[Screenshot grounding data]
####

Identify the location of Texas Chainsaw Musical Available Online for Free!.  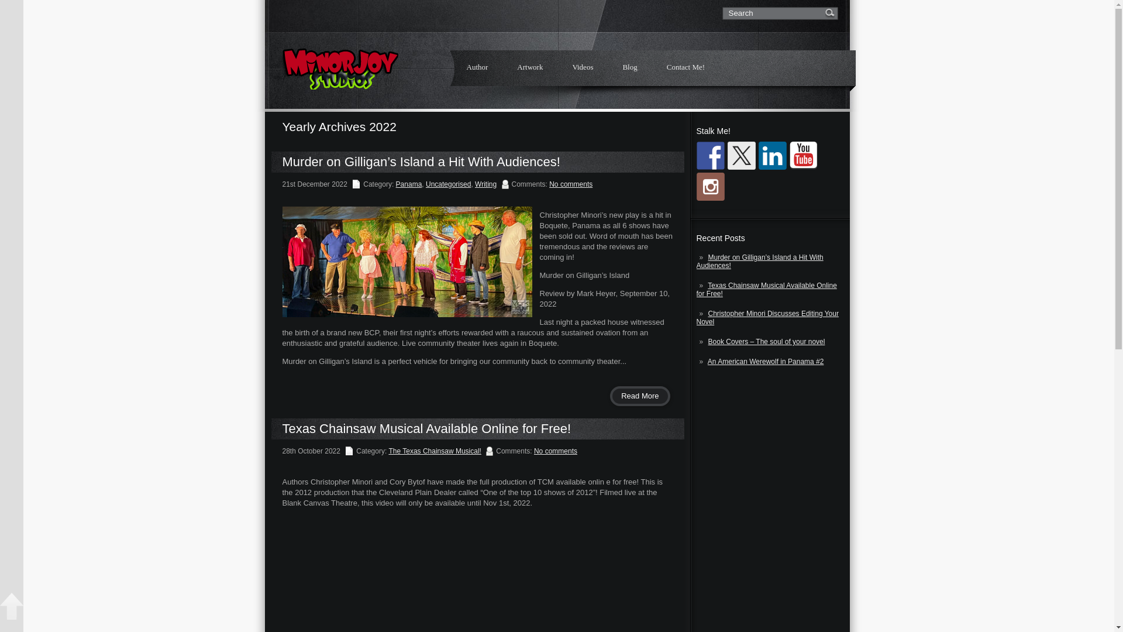
(766, 289).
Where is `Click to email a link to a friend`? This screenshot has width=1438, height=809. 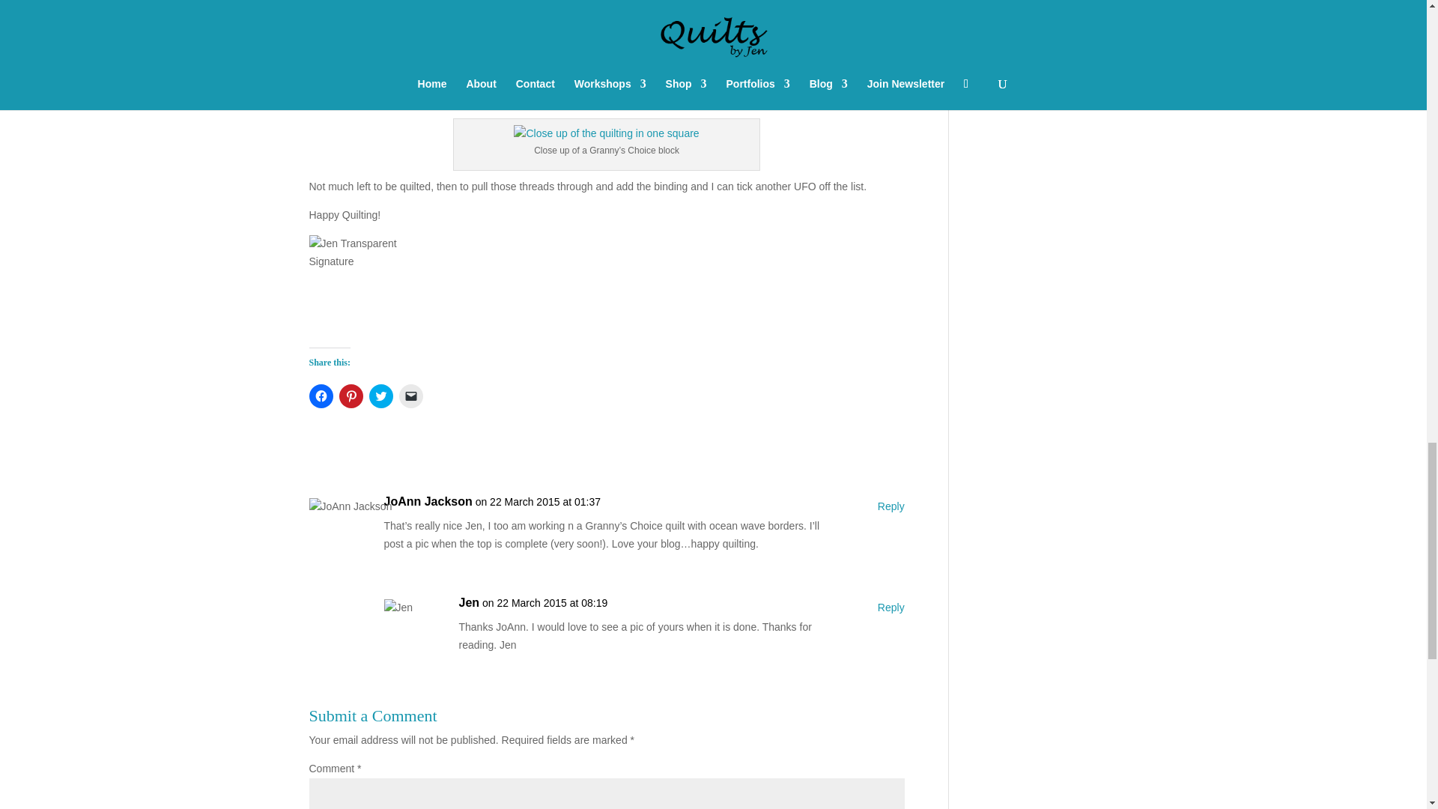
Click to email a link to a friend is located at coordinates (410, 396).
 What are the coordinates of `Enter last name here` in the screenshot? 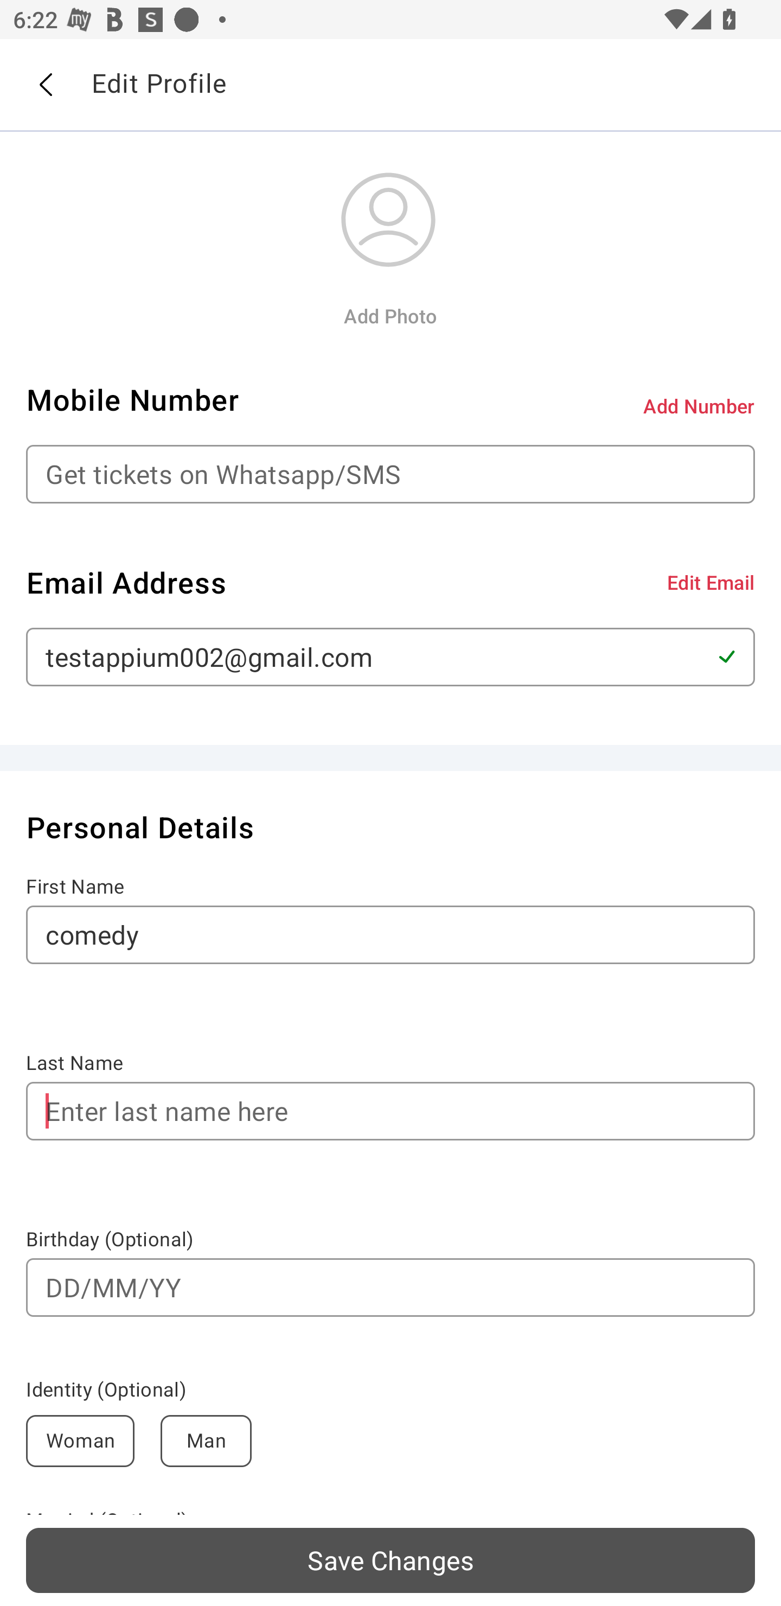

####

Now write out the data word for word, skipping every picture in it.

The completed task
Identify the location of Texas Chainsaw Musical Available Online for Free!.  
(766, 289).
Where is `Click to email a link to a friend`? This screenshot has width=1438, height=809. 
Click to email a link to a friend is located at coordinates (410, 396).
 What are the coordinates of `Enter last name here` in the screenshot? 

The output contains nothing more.